In the Hellenistic years they took a spectacular form and their ritual act is literary copied by the Christians on the week of passions. In Ptolemaic Alexandria the celebrations about Adonis were a great event. The poet Theocritus in his “Bucolics” also includes a poem entitled “Syracusan women or Women at the Adonia” [42] where a festival of Adonis in Alexandria is described. The poem, which is written in the form of a dialogue, starts with the preparation of the women to go to the ritual, where too many people are crowded. In the festival a singer sings a hymn to Adonis and Aphrodite.

GORGO
Be quiet, Praxinoe, for Adonis she’s gonna sing us now
the singer, the outstanding one, the daughter of Argos,
the one, awarded at the dirge, on the year that passed.
Something good she’s gonna say; look at her, sharpening the voice.

WOMAN SINGER
Lady, who at Golgi you desire and at Idalion mount
and at the high Eryx to play, Aphrodite,
forever soft-footedly, they bring to you each year,
through the Acheron, your Adonis, the Hours
these the most slow-paced of the immortal gods,
who bring to all the mortal ones something good when they come.

You, Aphrodite, beautiful, daughter of Dion,
Berenice you turned from mortal to immortal,
dripping to her breasts divine ambrosia,
and Arsinoe, her daughter, as beautiful as Helen,
for your sake, o, renowned you and adored,
richly and palatially is celebrating Adonis.

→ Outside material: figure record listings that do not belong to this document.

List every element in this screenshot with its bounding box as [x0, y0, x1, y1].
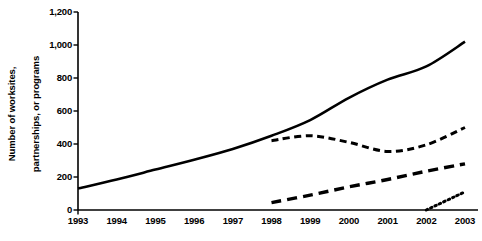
plot-area: [0, 0, 482, 241]
series-line-worksites: [78, 42, 465, 189]
series-line-programs: [272, 164, 466, 203]
series-line-new-initiatives: [426, 192, 465, 210]
series-line-partnerships: [272, 128, 466, 152]
chart-figure: Number of worksites, partnerships, or pr…: [0, 0, 482, 241]
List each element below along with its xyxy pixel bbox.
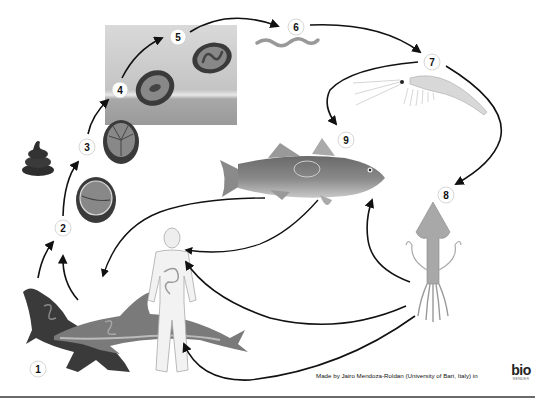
feces-icon: [22, 141, 54, 176]
egg-two-cell-icon: [76, 177, 116, 223]
arrow-7-to-8: [446, 66, 501, 184]
step-8-marker: 8: [438, 187, 454, 203]
credit-text: Made by Jairo Mendoza-Roldan (University…: [316, 372, 478, 379]
life-cycle-diagram: 1 2 3 4 5 6 7 8 9: [0, 0, 535, 409]
step-1-marker: 1: [30, 361, 46, 377]
svg-text:1: 1: [35, 364, 41, 375]
squid-icon: [406, 202, 461, 322]
svg-text:8: 8: [443, 190, 449, 201]
arrow-1-to-2b: [63, 256, 78, 300]
step-9-marker: 9: [338, 132, 354, 148]
larva-worm-icon: [257, 39, 318, 46]
fish-icon: [220, 138, 385, 205]
egg-four-cell-icon: [103, 120, 139, 164]
arrow-squid-to-human-1: [186, 262, 406, 324]
krill-icon: [353, 76, 487, 115]
arrow-squid-to-fish: [367, 200, 410, 282]
step-2-marker: 2: [55, 220, 71, 236]
biorender-logo: bio RENDER: [508, 363, 534, 381]
arrow-7-to-9: [327, 62, 418, 124]
step-7-marker: 7: [424, 54, 440, 70]
step-5-marker: 5: [170, 29, 186, 45]
svg-text:4: 4: [117, 85, 123, 96]
svg-text:5: 5: [175, 32, 181, 43]
arrow-6-to-7: [310, 25, 420, 52]
arrow-fish-to-human: [186, 200, 318, 252]
arrow-2-to-3: [63, 162, 78, 216]
svg-text:6: 6: [293, 22, 299, 33]
arrow-1-to-2a: [38, 242, 53, 278]
svg-text:7: 7: [429, 57, 435, 68]
svg-text:3: 3: [84, 142, 90, 153]
svg-text:2: 2: [60, 223, 66, 234]
svg-text:9: 9: [343, 135, 349, 146]
step-4-marker: 4: [112, 82, 128, 98]
bottom-divider: [0, 396, 535, 398]
human-icon: [148, 228, 196, 372]
step-6-marker: 6: [288, 19, 304, 35]
arrow-squid-to-human-2: [184, 316, 415, 380]
logo-main-text: bio: [508, 363, 534, 377]
step-3-marker: 3: [79, 139, 95, 155]
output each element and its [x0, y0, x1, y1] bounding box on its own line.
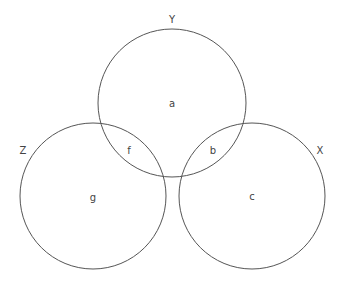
region-label-a: a: [169, 98, 175, 109]
region-label-c: c: [249, 191, 255, 202]
set-label-x: X: [317, 145, 324, 156]
set-label-y: Y: [168, 14, 176, 25]
region-label-g: g: [90, 192, 96, 203]
region-label-f: f: [127, 145, 131, 156]
venn-diagram: YZX afbgc: [0, 0, 342, 290]
set-label-z: Z: [20, 145, 27, 156]
region-label-b: b: [210, 145, 216, 156]
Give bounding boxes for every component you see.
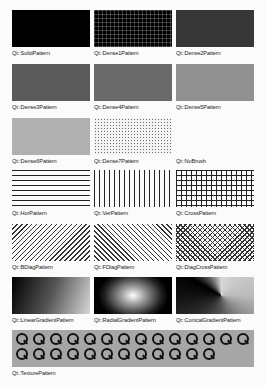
qt-logo-icon xyxy=(203,348,215,360)
dense1-swatch xyxy=(94,10,172,47)
qt-logo-icon xyxy=(67,348,79,360)
linear-swatch xyxy=(12,277,90,314)
pattern-cell-dense4: Qt::Dense4Pattern xyxy=(94,64,173,110)
cross-swatch xyxy=(176,170,254,207)
ver-swatch xyxy=(94,170,172,207)
nobrush-swatch xyxy=(176,118,254,155)
dense6-swatch xyxy=(12,118,90,155)
qt-logo-icon xyxy=(135,348,147,360)
pattern-cell-dense5: Qt::Dense5Pattern xyxy=(176,64,255,110)
dense2-swatch xyxy=(176,10,254,47)
pattern-cell-bdiag: Qt::BDiagPattern xyxy=(12,224,91,270)
pattern-label: Qt::Dense4Pattern xyxy=(94,104,173,110)
pattern-label: Qt::FDiagPattern xyxy=(94,264,173,270)
pattern-label: Qt::HorPattern xyxy=(12,210,91,216)
pattern-cell-texture: Qt::TexturePattern xyxy=(12,330,254,376)
pattern-cell-cross: Qt::CrossPattern xyxy=(176,170,255,216)
bdiag-swatch xyxy=(12,224,90,261)
qt-logo-icon xyxy=(186,348,198,360)
qt-logo-icon xyxy=(186,333,198,345)
pattern-label: Qt::Dense6Pattern xyxy=(12,158,91,164)
pattern-label: Qt::LinearGradientPattern xyxy=(12,317,91,323)
dense7-swatch xyxy=(94,118,172,155)
qt-logo-icon xyxy=(84,348,96,360)
qt-logo-icon xyxy=(220,333,232,345)
qt-logo-icon xyxy=(135,333,147,345)
pattern-cell-dense3: Qt::Dense3Pattern xyxy=(12,64,91,110)
pattern-label: Qt::CrossPattern xyxy=(176,210,255,216)
pattern-cell-diagcross: Qt::DiagCrossPattern xyxy=(176,224,255,270)
conical-swatch xyxy=(176,277,254,314)
pattern-cell-dense6: Qt::Dense6Pattern xyxy=(12,118,91,164)
qt-logo-icon xyxy=(118,348,130,360)
pattern-label: Qt::BDiagPattern xyxy=(12,264,91,270)
qt-logo-icon xyxy=(50,348,62,360)
qt-logo-icon xyxy=(101,348,113,360)
solid-swatch xyxy=(12,10,90,47)
pattern-label: Qt::VerPattern xyxy=(94,210,173,216)
qt-logo-icon xyxy=(203,333,215,345)
qt-logo-icon xyxy=(33,348,45,360)
pattern-label: Qt::SolidPattern xyxy=(12,50,91,56)
dense3-swatch xyxy=(12,64,90,101)
qt-logo-icon xyxy=(67,333,79,345)
pattern-cell-dense2: Qt::Dense2Pattern xyxy=(176,10,255,56)
qt-logo-icon xyxy=(33,333,45,345)
pattern-cell-hor: Qt::HorPattern xyxy=(12,170,91,216)
pattern-cell-conical: Qt::ConicalGradientPattern xyxy=(176,277,255,323)
qt-logo-icon xyxy=(101,333,113,345)
fdiag-swatch xyxy=(94,224,172,261)
pattern-cell-nobrush: Qt::NoBrush xyxy=(176,118,255,164)
hor-swatch xyxy=(12,170,90,207)
qt-logo-icon xyxy=(169,333,181,345)
radial-swatch xyxy=(94,277,172,314)
pattern-label: Qt::Dense5Pattern xyxy=(176,104,255,110)
qt-logo-icon xyxy=(16,333,28,345)
qt-logo-icon xyxy=(16,348,28,360)
pattern-cell-dense1: Qt::Dense1Pattern xyxy=(94,10,173,56)
diagcross-swatch xyxy=(176,224,254,261)
pattern-cell-solid: Qt::SolidPattern xyxy=(12,10,91,56)
qt-logo-icon xyxy=(118,333,130,345)
qt-logo-icon xyxy=(152,348,164,360)
pattern-label: Qt::Dense2Pattern xyxy=(176,50,255,56)
pattern-label: Qt::Dense7Pattern xyxy=(94,158,173,164)
pattern-cell-dense7: Qt::Dense7Pattern xyxy=(94,118,173,164)
pattern-label: Qt::NoBrush xyxy=(176,158,255,164)
qt-logo-icon xyxy=(50,333,62,345)
pattern-label: Qt::TexturePattern xyxy=(12,370,254,376)
pattern-cell-ver: Qt::VerPattern xyxy=(94,170,173,216)
dense5-swatch xyxy=(176,64,254,101)
pattern-cell-fdiag: Qt::FDiagPattern xyxy=(94,224,173,270)
dense4-swatch xyxy=(94,64,172,101)
qt-logo-icon xyxy=(152,333,164,345)
pattern-label: Qt::Dense3Pattern xyxy=(12,104,91,110)
texture-swatch xyxy=(12,330,254,367)
pattern-label: Qt::DiagCrossPattern xyxy=(176,264,255,270)
pattern-cell-radial: Qt::RadialGradientPattern xyxy=(94,277,173,323)
pattern-label: Qt::ConicalGradientPattern xyxy=(176,317,255,323)
qt-logo-icon xyxy=(84,333,96,345)
qt-logo-icon xyxy=(169,348,181,360)
pattern-label: Qt::RadialGradientPattern xyxy=(94,317,173,323)
qt-logo-icon xyxy=(237,333,249,345)
pattern-cell-linear: Qt::LinearGradientPattern xyxy=(12,277,91,323)
pattern-label: Qt::Dense1Pattern xyxy=(94,50,173,56)
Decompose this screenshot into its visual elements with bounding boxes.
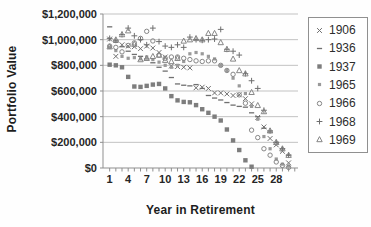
legend-label: 1937 [329, 61, 356, 73]
legend-marker-triangle-icon [314, 134, 325, 145]
y-axis-title: Portfolio Value [5, 9, 21, 169]
svg-text:$200,000: $200,000 [51, 136, 97, 148]
svg-text:16: 16 [196, 173, 208, 185]
svg-text:4: 4 [125, 173, 132, 185]
svg-text:1: 1 [107, 173, 113, 185]
svg-text:$0: $0 [85, 162, 97, 174]
svg-text:$800,000: $800,000 [51, 59, 97, 71]
y-tick-labels: $1,200,000$1,000,000$800,000$600,000$400… [42, 8, 97, 174]
svg-text:$1,200,000: $1,200,000 [42, 8, 97, 20]
data-points [107, 25, 292, 169]
legend-box: 1906193619371965196619681969 [308, 17, 368, 153]
legend-marker-dash-icon [314, 43, 325, 54]
svg-text:28: 28 [270, 173, 282, 185]
svg-text:13: 13 [178, 173, 190, 185]
svg-text:$600,000: $600,000 [51, 85, 97, 97]
gridlines [103, 14, 298, 142]
legend-marker-square-icon [314, 61, 325, 72]
x-tick-labels: 14710131619222528 [107, 173, 283, 185]
legend-item-1966: 1966 [314, 96, 367, 111]
legend-item-1906: 1906 [314, 23, 367, 38]
legend-item-1969: 1969 [314, 132, 367, 147]
legend-item-1965: 1965 [314, 77, 367, 92]
legend-marker-square-small-icon [314, 79, 325, 90]
legend-item-1936: 1936 [314, 41, 367, 56]
legend-label: 1906 [329, 24, 356, 36]
series-1906 [107, 37, 291, 166]
legend-label: 1969 [329, 134, 356, 146]
svg-text:19: 19 [215, 173, 227, 185]
series-1965 [108, 46, 290, 168]
series-1966 [107, 29, 290, 169]
chart-figure: Portfolio Value $1,200,000$1,000,000$800… [0, 0, 371, 227]
legend-label: 1936 [329, 42, 356, 54]
legend-label: 1965 [329, 79, 356, 91]
svg-text:22: 22 [233, 173, 245, 185]
legend-marker-plus-icon [314, 116, 325, 127]
legend-item-1968: 1968 [314, 114, 367, 129]
axes [100, 14, 298, 172]
legend-marker-circle-icon [314, 98, 325, 109]
svg-text:$400,000: $400,000 [51, 111, 97, 123]
svg-text:25: 25 [252, 173, 264, 185]
legend-label: 1966 [329, 97, 356, 109]
svg-text:10: 10 [159, 173, 171, 185]
x-axis-title: Year in Retirement [103, 203, 298, 217]
legend-item-1937: 1937 [314, 59, 367, 74]
legend-marker-x-icon [314, 25, 325, 36]
svg-text:$1,000,000: $1,000,000 [42, 34, 97, 46]
svg-text:7: 7 [144, 173, 150, 185]
legend-label: 1968 [329, 116, 356, 128]
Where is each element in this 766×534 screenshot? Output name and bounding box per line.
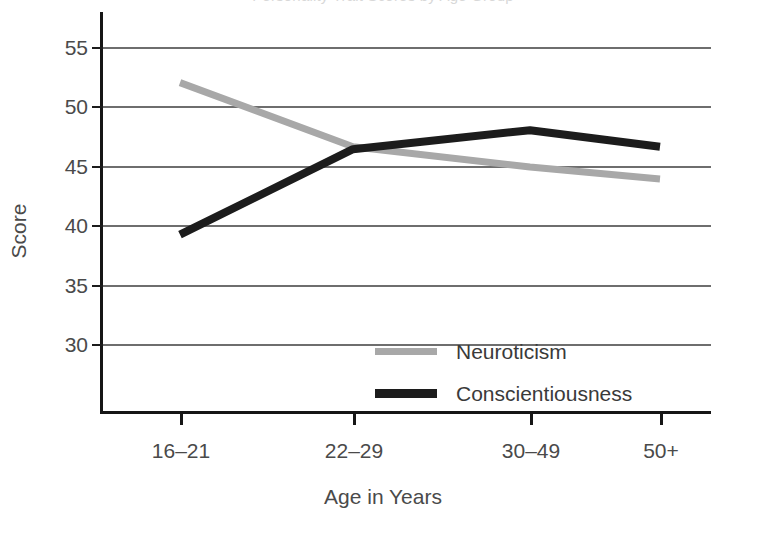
- y-tick-label-35: 35: [65, 275, 88, 296]
- y-tick-55: [92, 47, 103, 49]
- x-tick-label-30-49: 30–49: [502, 440, 560, 461]
- legend-label-neuroticism: Neuroticism: [456, 341, 567, 362]
- y-tick-label-50: 50: [65, 96, 88, 117]
- y-tick-30: [92, 344, 103, 346]
- legend-swatch-conscientiousness: [375, 389, 437, 398]
- series-line-neuroticism: [180, 83, 660, 179]
- y-tick-label-45: 45: [65, 156, 88, 177]
- y-tick-50: [92, 106, 103, 108]
- legend-item-neuroticism: Neuroticism: [375, 330, 715, 372]
- legend-label-conscientiousness: Conscientiousness: [456, 383, 632, 404]
- chart-title-cropped: Personality Trait Scores by Age Group: [0, 0, 766, 12]
- x-tick-16-21: [180, 414, 183, 425]
- x-tick-label-22-29: 22–29: [325, 440, 383, 461]
- y-tick-label-30: 30: [65, 334, 88, 355]
- x-axis-title: Age in Years: [0, 486, 766, 507]
- x-tick-label-16-21: 16–21: [152, 440, 210, 461]
- legend-item-conscientiousness: Conscientiousness: [375, 372, 715, 414]
- x-tick-50-plus: [660, 414, 663, 425]
- gridline-40: [103, 225, 711, 227]
- y-tick-label-55: 55: [65, 37, 88, 58]
- y-tick-label-40: 40: [65, 215, 88, 236]
- y-tick-40: [92, 225, 103, 227]
- plot-area: 55 50 45 40 35 30 16–21 22–29 30–49 50+: [103, 12, 711, 414]
- x-tick-30-49: [530, 414, 533, 425]
- y-tick-45: [92, 166, 103, 168]
- gridline-50: [103, 106, 711, 108]
- series-line-conscientiousness: [180, 130, 660, 235]
- y-tick-35: [92, 285, 103, 287]
- y-axis-line: [100, 12, 103, 414]
- y-axis-title: Score: [8, 204, 29, 259]
- chart-title-text: Personality Trait Scores by Age Group: [252, 0, 514, 4]
- line-chart: Personality Trait Scores by Age Group Sc…: [0, 0, 766, 534]
- chart-legend: Neuroticism Conscientiousness: [375, 330, 715, 414]
- gridline-45: [103, 166, 711, 168]
- legend-swatch-neuroticism: [375, 348, 437, 355]
- x-tick-label-50-plus: 50+: [643, 440, 679, 461]
- x-tick-22-29: [353, 414, 356, 425]
- gridline-55: [103, 47, 711, 49]
- gridline-35: [103, 285, 711, 287]
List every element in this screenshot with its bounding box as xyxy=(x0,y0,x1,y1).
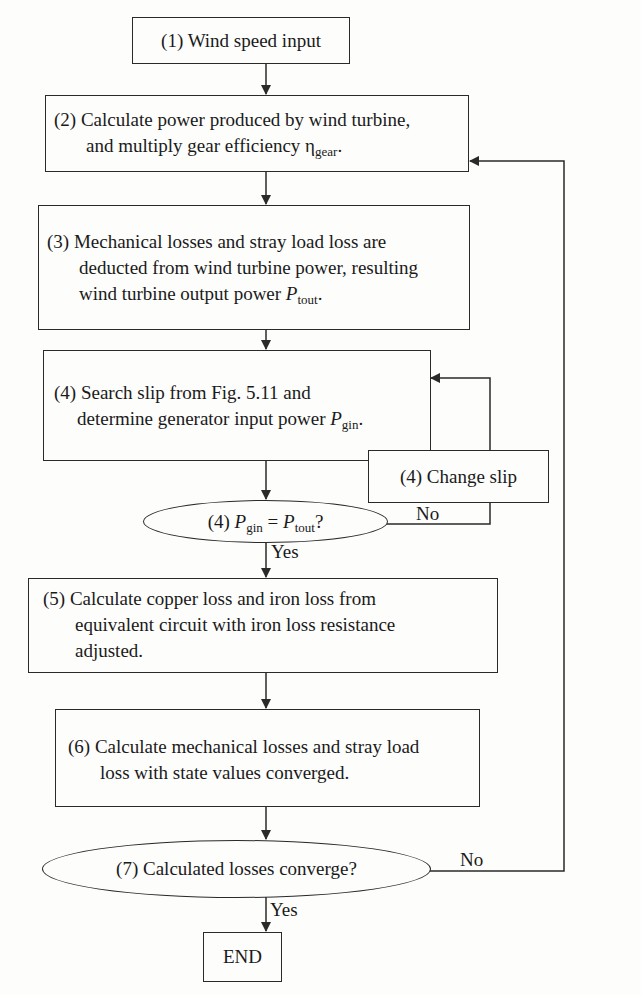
step-4-change-slip: (4) Change slip xyxy=(368,450,549,503)
end-terminal: END xyxy=(203,932,282,982)
step-4-search-slip: (4) Search slip from Fig. 5.11 and deter… xyxy=(43,350,431,461)
step-5-copper-iron-loss: (5) Calculate copper loss and iron loss … xyxy=(28,578,498,673)
change-slip-text: (4) Change slip xyxy=(400,464,517,490)
step-6-line-1: (6) Calculate mechanical losses and stra… xyxy=(68,734,479,760)
step-3-mechanical-losses: (3) Mechanical losses and stray load los… xyxy=(38,205,470,330)
step-5-line-2: equivalent circuit with iron loss resist… xyxy=(43,612,497,638)
step-2-line-1: (2) Calculate power produced by wind tur… xyxy=(54,107,468,133)
step-6-line-2: loss with state values converged. xyxy=(68,760,479,786)
end-text: END xyxy=(223,944,262,970)
step-5-line-1: (5) Calculate copper loss and iron loss … xyxy=(43,586,497,612)
decision-7-text: (7) Calculated losses converge? xyxy=(116,858,357,880)
step-4-line-2: determine generator input power Pgin. xyxy=(54,406,430,432)
decision-7-no-label: No xyxy=(460,849,483,871)
step-6-mechanical-stray-loss: (6) Calculate mechanical losses and stra… xyxy=(55,709,480,807)
step-5-line-3: adjusted. xyxy=(43,638,497,664)
decision-4-no-label: No xyxy=(416,503,439,525)
arrow-change-slip-to-4 xyxy=(431,378,490,450)
step-2-line-2: and multiply gear efficiency ηgear. xyxy=(54,133,468,159)
step-3-line-2: deducted from wind turbine power, result… xyxy=(47,255,469,281)
step-1-text: (1) Wind speed input xyxy=(161,28,321,54)
step-3-line-3: wind turbine output power Ptout. xyxy=(47,281,469,307)
decision-4-text: (4) Pgin = Ptout? xyxy=(208,511,324,533)
decision-4-yes-label: Yes xyxy=(271,541,299,563)
step-3-line-1: (3) Mechanical losses and stray load los… xyxy=(47,229,469,255)
decision-7-losses-converge: (7) Calculated losses converge? xyxy=(42,840,431,898)
flowchart-canvas: (1) Wind speed input (2) Calculate power… xyxy=(0,0,641,995)
decision-7-yes-label: Yes xyxy=(270,899,298,921)
step-1-wind-speed-input: (1) Wind speed input xyxy=(132,17,350,64)
step-2-calculate-power: (2) Calculate power produced by wind tur… xyxy=(45,95,469,172)
decision-4-power-match: (4) Pgin = Ptout? xyxy=(143,500,388,543)
step-4-line-1: (4) Search slip from Fig. 5.11 and xyxy=(54,380,430,406)
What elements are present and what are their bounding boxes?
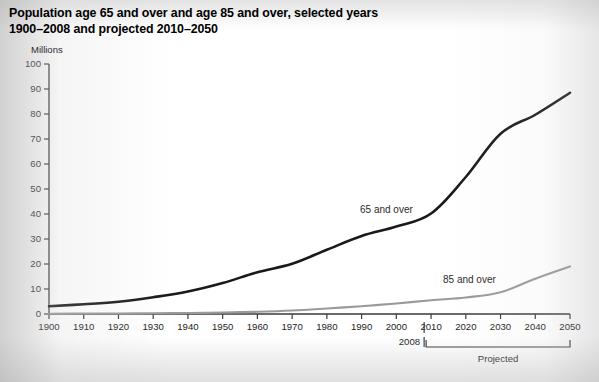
title-line-1: Population age 65 and over and age 85 an… <box>9 6 569 22</box>
series-label-85-and-over: 85 and over <box>443 274 496 285</box>
x-axis-tick-label: 1910 <box>73 321 94 332</box>
marker-2008-label: 2008 <box>399 336 420 347</box>
y-axis-tick-label: 0 <box>36 308 41 319</box>
projected-label: Projected <box>478 353 519 364</box>
x-axis-tick-label: 2030 <box>490 321 511 332</box>
x-axis-tick-label: 1960 <box>247 321 268 332</box>
page-title: Population age 65 and over and age 85 an… <box>9 6 569 37</box>
y-axis-tick-label: 40 <box>30 208 41 219</box>
y-axis-unit-label: Millions <box>31 44 63 55</box>
x-axis-tick-label: 1900 <box>38 321 59 332</box>
x-axis-tick-label: 1950 <box>212 321 233 332</box>
x-axis-tick-label: 1980 <box>316 321 337 332</box>
x-axis-tick-label: 2020 <box>455 321 476 332</box>
y-axis-tick-label: 90 <box>30 83 41 94</box>
x-axis-tick-label: 1940 <box>177 321 198 332</box>
y-axis-tick-label: 60 <box>30 158 41 169</box>
y-axis-tick-label: 30 <box>30 233 41 244</box>
y-axis-tick-label: 20 <box>30 258 41 269</box>
x-axis-tick-label: 1990 <box>351 321 372 332</box>
x-axis-tick-label: 2040 <box>525 321 546 332</box>
projected-bracket <box>426 340 570 347</box>
title-line-2: 1900–2008 and projected 2010–2050 <box>9 22 569 38</box>
x-axis-tick-label: 2000 <box>386 321 407 332</box>
y-axis-tick-label: 100 <box>25 58 41 69</box>
y-axis-tick-label: 10 <box>30 283 41 294</box>
series-label-65-and-over: 65 and over <box>360 204 413 215</box>
x-axis-tick-label: 2050 <box>559 321 580 332</box>
x-axis-tick-label: 1970 <box>281 321 302 332</box>
y-axis-tick-label: 80 <box>30 108 41 119</box>
chart-svg: 0102030405060708090100190019101920193019… <box>0 0 599 382</box>
plot-area: 0102030405060708090100190019101920193019… <box>0 0 599 382</box>
x-axis-tick-label: 1920 <box>108 321 129 332</box>
y-axis-tick-label: 70 <box>30 133 41 144</box>
y-axis-tick-label: 50 <box>30 183 41 194</box>
chart-figure: Population age 65 and over and age 85 an… <box>0 0 599 382</box>
x-axis-tick-label: 1930 <box>143 321 164 332</box>
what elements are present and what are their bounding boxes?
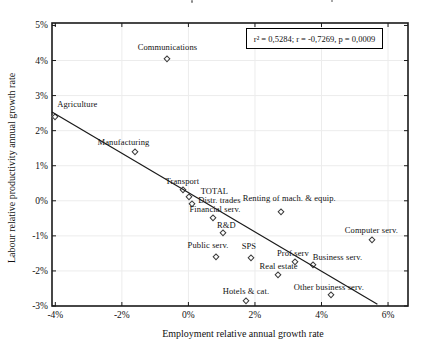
regression-stats-text: r² = 0,5284; r = -0,7269, p = 0,0009 <box>254 34 375 44</box>
regression-stats-box: r² = 0,5284; r = -0,7269, p = 0,0009 <box>246 28 383 49</box>
scatter-chart-figure: Employment relative annual growth rate L… <box>0 0 427 358</box>
trendline-layer <box>0 0 427 358</box>
regression-trendline <box>52 112 377 304</box>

Around him lay fruits of all the trees
and flowers wonderful and fresh, inside of silver baskets
and in all-golden jars myrrh from the land of Syria.
Around him delicacies that the women make
with art, mixing together flowers and white flour
and others of clear oil and sweet honey,
resembling every kind of bird and serpent by his side.

The fresh aniseed has weaved blossomed pavilions,
new-born erotes, timidly fluttering around,
as do the little nightingales, which just begun to fly
testing their wings from branch to branch.

Behold, gold everywhere and eagles of ebony and ivory
carrying on their wings, the cupbearer of Zeus,
behold, and there upon what carpets are, softer than sleep itself.
Now, Miletus will speak, and now Samos will say:
“For your sake Adonis two beds have now been set”.
On the first one Adonis lies, on the other, Aphrodite.
But no kissing broiders his downy lips.

Let Aphrodite enjoy her husband now;
and we, we shall bring him, before the day will break,
with twilight’s freshness, out, to the seashore,
and there, with hair undone and naked breasts,
all together we will start the lithe song.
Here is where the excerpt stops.